As the company expands, customers report that their meeting invitations are taking longer to arrive.
What should a solutions architect recommend to resolve this issue?
A
Add a DynamoDB Accelerator (DAX) cluster in front of the DynamoDB database.
B
Add an Amazon API Gateway API in front of the web application that accepts the appointment requests.
C
Add an Amazon CloudFront distribution. Set the origin as the web application that accepts the appointment requests.
D
Add an Auto Scaling group for the application that sends meeting invitations. Configure the Auto Scaling group to scale based on the depth of the SQS queue.
Explanation:
The issue described is that as the company expands, customers are experiencing delays in receiving meeting invitations. The architecture consists of:
The bottleneck is likely in the processing of messages from the SQS queue.
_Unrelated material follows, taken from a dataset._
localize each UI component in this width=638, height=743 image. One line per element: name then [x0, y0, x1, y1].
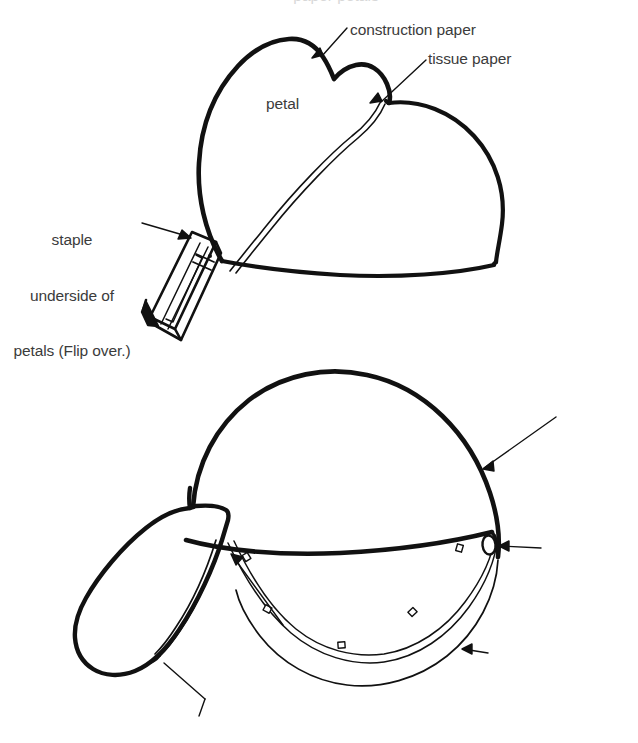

As the company grows, the number of appointment requests increases, causing the SQS queue depth to grow. The application that processes these messages (sends invitations) is running on EC2 instances that may not be scaling to handle the increased load.
Why option D is correct:
Why other options are incorrect:
The key insight is that the SQS queue acts as a buffer between the appointment acceptance and invitation sending processes. Scaling the invitation-sending application based on queue depth ensures that processing keeps up with incoming requests as the company grows.